Second Amendment Preservation Act Is Back!!!
h ttps://www.youtube.com/watch?v=UUx27tK8A28
Federal Court To Decide: Do Illegal Immigrants Have 2nd Amendment Rights?
h ttps://www.youtube.com/watch?v=i3Lmg8ER5ks
It’s fun to watch the left squirm on this one… they have supposed birth rights, job rights, sanctuary rights, welfare card rights, driving rights, home-ownership rights, privacy rights, the right to remain silent rights – so yeah, how about giving them a right that the left doesn’t even want REAL citizens to have.
They already did in the places where they allow them to become local LE.
“It’s fun to watch the left squirm on this one… “
No squirming here… I think the constitution is clear, especially in the second amendment’s wording ‘people’ as opposed to ‘citizen’.

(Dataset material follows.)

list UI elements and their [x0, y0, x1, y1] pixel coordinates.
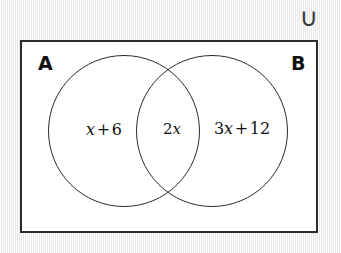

And the constitution’s Militia Clause codifies the fact that non-citizens are members of the Militia.
In the United States of America, the rights are granted to ‘people’ not just ‘citizens’.
Ok 2 on my bingo card, narrative shift.
Davis sued Sig Sauer in 2022, arguing that the P320’s lack of external safety features, such as a thumb or grip safety, made it unreasonably dangerous.
It’s things like this that make me really rather dislike people in general.
It’s not like Sig hid the fact that the gun didn’t have a thumb or grip safety. That was actually kind of billed as a feature. So, the real question is if it’s so unreasonably dangerous, why’d this idiot knowingly buy it?
Bro, you had an ND and shot yourself. It’s on you. And there’s probably still some fragments in you.
Next time, just suck start that thing and save us all a the trouble, please and thank you.
The P320 was the low bidder which minimally met the specification under the Federal Acquisition Requirements. The price was less than a High Point at $185. SOCOM bought Glock because it’s a superior military pistol used by allies worldwide. Suckers buy i320s for $600, as SiG thinks we’re too dumb to know the super innovative drop in fire control is from the French 1935.
Just laugh when SiG calls it the “Chosen One”
You do realize that the MHS requirements were written around the SIG P250, right? They knew what they wanted beforehand, and the G19X is a joke.
The first thing I thought of when reading the article was that the expert testimony that was going to be allowed did not address causation. Glad to see that one of the appeals justices was thinking the same thing. It was the same with the Remington case. Plaintiffs wanted to delve into every advertisement that Remington had published for decades, but ignored the fact that they could not show that the shooter had even seen a Remington ad as a reason for buying this rifle, especially since he had not purchased it in the first place.
Massive element of causation necessary for their case. Not that this has stopped any of the follow on cases.
I’ve seen some interested videos on the subject that lends some credence to these reports. Not 100% convinced yet, but it does seem that there was problems in manufacturing that may have lead to “triggerpullless” (is that a word) discharges of the pistol
Not sure we can keep going with, “it was a negligent discharge” with 100% certainty any longer.
how many videos of this firing without a trigger pull do you people need to see before you can admit there is a problem. denial is not just a river in egypt.